Earned, Owned and Paid Media

"While health care marketers may have once relied upon placing a print ad in a magazine, playing a video about their practice on the television in their waiting room or having their savvy PR rep pitch a story about a new medical technology, landing them a sweet spot on page four of the local newspaper, those strategies by themselves were good until the digital revolution took full effect.

These days, earned media is a blog post from a New York Timesjournalist about a surprising medical breakthrough, and owned media is a Pinterest board using a series of photo essays to explain cosmetic medical procedures offered. Paid media is a sponsored tweet introducing a new treatment for arthritis.

Some organizations, including the Rochester Minn.-based Mayo Clinic, have truly embraced the new social versions of earned, owned and paid media. The Mayo Clinic even developed its own health care-focused social media center, the Mayo Clinic Center for Social Media (MCCSM). It also has the most popular medical provider channel on YouTube, more than 485,000 “likes” on Facebook, more than 677,000 followers on Twitter, a news blog, a podcast blog and Sharing Mayo Clinic, a blog that enables patients and employees to tell their Mayo Clinic stories. In addition to tools for its employees and patients, Mayo Clinic also offers a Social Media Residency training program for health care marketers wanting to get a better handle on social media strategy and its applications in health care. Topics range from Twitter chats to how to start and manage a blog.
 
“With 1.1 billion people on Facebook regularly, with hundreds of millions on Twitter, there are all sorts of conversations about health care, about health care organizations and just about health-related topics that are happening already and it is incumbent upon people who represent health care organizations and work in health care to be part of those online conversations,” says Lee Aase, director of the MCCSM.  “There is huge opportunity for good to come out of that.”
 
But with privacy concerns such a hot-button issue, why should health care marketers migrate over to these digital channels now? The quick answer is because consumers and potential new patients are already in that space."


**What is required**. When you transcribe the data below, reproduce every line exactly and leave each picture out.

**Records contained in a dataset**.
+ + + + +

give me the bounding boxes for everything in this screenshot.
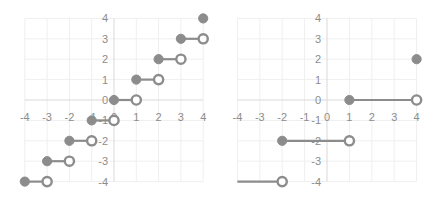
- step-segment: [20, 177, 52, 186]
- open-circle-icon: [65, 157, 74, 166]
- x-tick-label: -4: [233, 111, 243, 123]
- y-tick-label: 0: [315, 94, 321, 106]
- open-circle-icon: [132, 95, 141, 104]
- step-segment: [43, 157, 75, 166]
- filled-dot-icon: [87, 116, 96, 125]
- step-segment: [154, 55, 185, 64]
- x-tick-label: 2: [369, 111, 375, 123]
- step-segment: [237, 177, 286, 186]
- filled-dot-icon: [278, 136, 287, 145]
- y-tick-label: 4: [102, 12, 108, 24]
- x-tick-label: -1: [300, 111, 310, 123]
- step-segment: [132, 75, 164, 84]
- step-segment: [65, 136, 96, 145]
- x-tick-label: -4: [20, 111, 30, 123]
- x-tick-label: -3: [255, 111, 265, 123]
- y-tick-label: -4: [98, 176, 108, 188]
- x-tick-label: 3: [391, 111, 397, 123]
- step-segment: [176, 34, 208, 43]
- filled-dot-icon: [199, 14, 208, 23]
- chart-left: -4-3-2-10123443210-1-2-3-4: [0, 0, 220, 199]
- filled-dot-icon: [412, 55, 421, 64]
- open-circle-icon: [199, 34, 208, 43]
- open-circle-icon: [176, 55, 185, 64]
- x-tick-label: 4: [414, 111, 420, 123]
- x-tick-label: 3: [178, 111, 184, 123]
- filled-dot-icon: [65, 136, 74, 145]
- y-tick-label: 2: [315, 53, 321, 65]
- x-tick-label: -2: [65, 111, 75, 123]
- open-circle-icon: [154, 75, 163, 84]
- filled-dot-icon: [43, 157, 52, 166]
- filled-dot-icon: [20, 177, 29, 186]
- x-tick-label: 2: [156, 111, 162, 123]
- open-circle-icon: [412, 95, 421, 104]
- x-tick-label: 1: [346, 111, 352, 123]
- step-segment: [109, 95, 140, 104]
- x-tick-label: -2: [277, 111, 287, 123]
- y-tick-label: -1: [311, 114, 321, 126]
- filled-dot-icon: [154, 55, 163, 64]
- open-circle-icon: [278, 177, 287, 186]
- y-tick-label: 1: [102, 74, 108, 86]
- chart-right: -4-3-2-10123443210-1-2-3-4: [220, 0, 439, 199]
- y-tick-label: 3: [102, 33, 108, 45]
- open-circle-icon: [87, 136, 96, 145]
- y-tick-label: -4: [311, 176, 321, 188]
- x-tick-label: 4: [200, 111, 206, 123]
- filled-dot-icon: [132, 75, 141, 84]
- x-tick-label: 1: [133, 111, 139, 123]
- y-tick-label: 4: [315, 12, 321, 24]
- open-circle-icon: [345, 136, 354, 145]
- filled-dot-icon: [176, 34, 185, 43]
- open-circle-icon: [43, 177, 52, 186]
- y-tick-label: 3: [315, 33, 321, 45]
- step-segment: [345, 95, 421, 104]
- y-tick-label: -2: [98, 135, 108, 147]
- y-tick-label: -3: [311, 155, 321, 167]
- y-tick-label: 1: [315, 74, 321, 86]
- y-tick-label: 0: [102, 94, 108, 106]
- y-tick-label: 2: [102, 53, 108, 65]
- y-tick-label: -3: [98, 155, 108, 167]
- x-tick-label: -3: [42, 111, 52, 123]
- filled-dot-icon: [345, 95, 354, 104]
- x-tick-label: 0: [324, 111, 330, 123]
- filled-dot-icon: [109, 95, 118, 104]
- open-circle-icon: [109, 116, 118, 125]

+ + + + +

**The answer**.
give me the bounding boxes for everything in this screenshot.
- step-segment: [20, 177, 52, 186]
- open-circle-icon: [65, 157, 74, 166]
- x-tick-label: -4: [233, 111, 243, 123]
- y-tick-label: 0: [315, 94, 321, 106]
- open-circle-icon: [132, 95, 141, 104]
- step-segment: [43, 157, 75, 166]
- filled-dot-icon: [87, 116, 96, 125]
- step-segment: [154, 55, 185, 64]
- x-tick-label: 2: [369, 111, 375, 123]
- step-segment: [237, 177, 286, 186]
- filled-dot-icon: [278, 136, 287, 145]
- y-tick-label: 4: [102, 12, 108, 24]
- x-tick-label: -1: [300, 111, 310, 123]
- step-segment: [132, 75, 164, 84]
- step-segment: [65, 136, 96, 145]
- x-tick-label: -4: [20, 111, 30, 123]
- x-tick-label: -3: [255, 111, 265, 123]
- y-tick-label: -4: [98, 176, 108, 188]
- x-tick-label: 3: [391, 111, 397, 123]
- step-segment: [176, 34, 208, 43]
- filled-dot-icon: [199, 14, 208, 23]
- chart-left: -4-3-2-10123443210-1-2-3-4: [0, 0, 220, 199]
- filled-dot-icon: [412, 55, 421, 64]
- open-circle-icon: [199, 34, 208, 43]
- open-circle-icon: [176, 55, 185, 64]
- x-tick-label: 4: [414, 111, 420, 123]
- x-tick-label: 3: [178, 111, 184, 123]
- filled-dot-icon: [65, 136, 74, 145]
- y-tick-label: 2: [315, 53, 321, 65]
- x-tick-label: -2: [65, 111, 75, 123]
- open-circle-icon: [154, 75, 163, 84]
- filled-dot-icon: [43, 157, 52, 166]
- filled-dot-icon: [20, 177, 29, 186]
- x-tick-label: 2: [156, 111, 162, 123]
- open-circle-icon: [412, 95, 421, 104]
- x-tick-label: 1: [346, 111, 352, 123]
- step-segment: [109, 95, 140, 104]
- x-tick-label: -2: [277, 111, 287, 123]
- y-tick-label: -1: [311, 114, 321, 126]
- filled-dot-icon: [154, 55, 163, 64]
- open-circle-icon: [278, 177, 287, 186]
- y-tick-label: 1: [102, 74, 108, 86]
- chart-right: -4-3-2-10123443210-1-2-3-4: [220, 0, 439, 199]
- y-tick-label: 3: [102, 33, 108, 45]
- open-circle-icon: [87, 136, 96, 145]
- y-tick-label: -4: [311, 176, 321, 188]
- x-tick-label: 4: [200, 111, 206, 123]
- filled-dot-icon: [132, 75, 141, 84]
- x-tick-label: 1: [133, 111, 139, 123]
- y-tick-label: 4: [315, 12, 321, 24]
- open-circle-icon: [345, 136, 354, 145]
- filled-dot-icon: [176, 34, 185, 43]
- open-circle-icon: [43, 177, 52, 186]
- y-tick-label: 3: [315, 33, 321, 45]
- step-segment: [345, 95, 421, 104]
- y-tick-label: -2: [98, 135, 108, 147]
- y-tick-label: -3: [311, 155, 321, 167]
- y-tick-label: 1: [315, 74, 321, 86]
- y-tick-label: 0: [102, 94, 108, 106]
- y-tick-label: 2: [102, 53, 108, 65]
- y-tick-label: -3: [98, 155, 108, 167]
- x-tick-label: -3: [42, 111, 52, 123]
- filled-dot-icon: [345, 95, 354, 104]
- x-tick-label: 0: [324, 111, 330, 123]
- filled-dot-icon: [109, 95, 118, 104]
- open-circle-icon: [109, 116, 118, 125]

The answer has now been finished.